How to Get Your Doctor to Listen to You
Disclosure: Grounded in Thyme earns a small commission from some affiliate links at no extra cost. Full Disclosures & Disclaimers.
How to Get Your Doctor to Listen to You—Whether They Want to or Not
The “Paper Trail” Strategy: How to Get Doctors to Listen When You Suspect More is Going On
When you are the caregiver for someone with a schizophrenia diagnosis, you quickly learn that the “gut feeling” a mother has isn’t just an emotion—it’s often a diagnostic tool that doctors overlook.
For three years, I begged for the basics: an MRI, a brain scan, and testing for Lyme and autoimmune issues. I was pushed off and told it wasn’t necessary. It wasn’t until I changed how I asked that the doors finally opened.
If you are currently fighting to rule out physical causes for your loved one’s symptoms, here is the strategy that finally worked for me.
The Power of “Put It in the Record”
Doctors are human, and the medical system is busy. Often, they dismiss requests for “extra” testing because they are following a standard protocol. To break that protocol, you have to shift the accountability back to them.
The next time a doctor or social worker says “no” to a test you feel is justified, use this approach:
- Be Clear and Kind: Start by stating your reasoning calmly. “I believe there may be a correlation between my son’s symptoms and [Lyme/Autoimmune/etc], and I’d like to rule it out.”
- Ask for the “Why”: If they disagree, ask them to explain their medical reasoning.
- The Closer: This is the game-changer. Say:
“I understand your position. Since we disagree, I am officially requesting that you document your refusal to order these tests in my son’s permanent medical record, along with the specific reasons why you believe they are not indicated.”
Why This Wording Changes Everything
When you ask a doctor to put a refusal in writing, you are doing two things:
- Creating Accountability: A verbal “no” disappears into the air. A written “no” in a medical record is a permanent piece of evidence.
- Highlighting Liability: Doctors are trained to avoid “missing” a diagnosis. If they put in writing that they refused a test for Lyme, and six months later it turns out your son does have Lyme, that written refusal becomes a major legal liability for them.
In my experience, once you show that you are “done f-ing around” and want their refusal documented, they often decide that ordering the test is easier (and safer) than defending their refusal later.
“Am I Being Difficult?”
As moms, we are often socialized to be “nice” and not to “make a scene.” You might feel like you’re being a “difficult patient.”
Let that go. Schizophrenia is a heavy, life-altering diagnosis. It should be a diagnosis of exclusion, meaning everything else—from brain tumors to autoimmune encephalitis to tick-borne illnesses—should be ruled out first. If those tests haven’t been done, the diagnosis is incomplete.
You aren’t being difficult; you are being thorough. You are ruling out the “what ifs” so you don’t spend the next ten years wondering if a simple physical treatment could have changed his trajectory.
The Result
In my case, wording it this way made all the difference. Every medically safe test I asked for was finally performed. Maybe I finally found a doctor who cared enough to listen—but I believe it was the shift in advocacy that forced the system to take us seriously.
Use this script anytime you feel dismissed. It’s your right to have a complete medical picture, and it’s their job to provide it.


Problem to solve:
Leaving nothing out, set down all the data exactly.

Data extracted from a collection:
=====

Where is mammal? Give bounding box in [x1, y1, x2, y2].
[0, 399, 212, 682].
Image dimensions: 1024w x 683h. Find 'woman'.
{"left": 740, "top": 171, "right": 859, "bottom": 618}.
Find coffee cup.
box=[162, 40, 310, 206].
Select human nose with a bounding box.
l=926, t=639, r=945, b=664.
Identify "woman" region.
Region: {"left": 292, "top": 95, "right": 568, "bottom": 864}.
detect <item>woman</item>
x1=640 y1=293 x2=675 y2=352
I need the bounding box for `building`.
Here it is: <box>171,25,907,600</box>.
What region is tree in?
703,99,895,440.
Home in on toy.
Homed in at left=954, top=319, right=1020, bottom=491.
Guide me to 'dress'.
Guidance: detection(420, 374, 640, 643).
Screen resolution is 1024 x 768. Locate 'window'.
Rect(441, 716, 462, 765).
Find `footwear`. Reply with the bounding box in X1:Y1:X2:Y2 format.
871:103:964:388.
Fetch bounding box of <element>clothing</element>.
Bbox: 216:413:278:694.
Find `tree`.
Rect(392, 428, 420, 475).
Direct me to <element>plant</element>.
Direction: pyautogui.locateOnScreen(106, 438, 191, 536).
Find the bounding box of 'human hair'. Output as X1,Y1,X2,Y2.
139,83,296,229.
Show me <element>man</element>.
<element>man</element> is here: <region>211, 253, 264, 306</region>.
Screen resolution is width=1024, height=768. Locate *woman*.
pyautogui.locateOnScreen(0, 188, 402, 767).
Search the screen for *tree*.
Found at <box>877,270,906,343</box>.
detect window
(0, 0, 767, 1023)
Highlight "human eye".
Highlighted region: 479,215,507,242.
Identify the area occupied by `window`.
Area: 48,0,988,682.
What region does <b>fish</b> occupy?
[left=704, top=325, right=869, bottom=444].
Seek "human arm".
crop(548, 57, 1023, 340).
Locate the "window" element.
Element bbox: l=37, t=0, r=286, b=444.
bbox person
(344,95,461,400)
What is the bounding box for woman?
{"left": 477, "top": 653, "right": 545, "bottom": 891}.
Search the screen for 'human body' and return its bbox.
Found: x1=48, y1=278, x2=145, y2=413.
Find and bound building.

=====

Reply:
Where is mammal? Give bounding box in [x1, y1, x2, y2].
[0, 399, 212, 682].
Image dimensions: 1024w x 683h. Find 'woman'.
{"left": 740, "top": 171, "right": 859, "bottom": 618}.
Find coffee cup.
box=[162, 40, 310, 206].
Select human nose with a bounding box.
l=926, t=639, r=945, b=664.
Identify "woman" region.
Region: {"left": 292, "top": 95, "right": 568, "bottom": 864}.
detect <item>woman</item>
x1=640 y1=293 x2=675 y2=352
I need the bounding box for `building`.
Here it is: <box>171,25,907,600</box>.
What region is tree in?
703,99,895,440.
Home in on toy.
Homed in at left=954, top=319, right=1020, bottom=491.
Guide me to 'dress'.
Guidance: detection(420, 374, 640, 643).
Screen resolution is 1024 x 768. Locate 'window'.
Rect(441, 716, 462, 765).
Find `footwear`. Reply with the bounding box in X1:Y1:X2:Y2 format.
871:103:964:388.
Fetch bounding box of <element>clothing</element>.
Bbox: 216:413:278:694.
Find `tree`.
Rect(392, 428, 420, 475).
Direct me to <element>plant</element>.
Direction: pyautogui.locateOnScreen(106, 438, 191, 536).
Find the bounding box of 'human hair'. Output as X1,Y1,X2,Y2.
139,83,296,229.
Show me <element>man</element>.
<element>man</element> is here: <region>211, 253, 264, 306</region>.
Screen resolution is width=1024, height=768. Locate *woman*.
pyautogui.locateOnScreen(0, 188, 402, 767).
Search the screen for *tree*.
Found at <box>877,270,906,343</box>.
detect window
(0, 0, 767, 1023)
Highlight "human eye".
Highlighted region: 479,215,507,242.
Identify the area occupied by `window`.
Area: 48,0,988,682.
What region does <b>fish</b> occupy?
[left=704, top=325, right=869, bottom=444].
Seek "human arm".
crop(548, 57, 1023, 340).
Locate the "window" element.
Element bbox: l=37, t=0, r=286, b=444.
bbox person
(344,95,461,400)
What is the bounding box for woman?
{"left": 477, "top": 653, "right": 545, "bottom": 891}.
Search the screen for 'human body' and return its bbox.
Found: x1=48, y1=278, x2=145, y2=413.
Find and bound building.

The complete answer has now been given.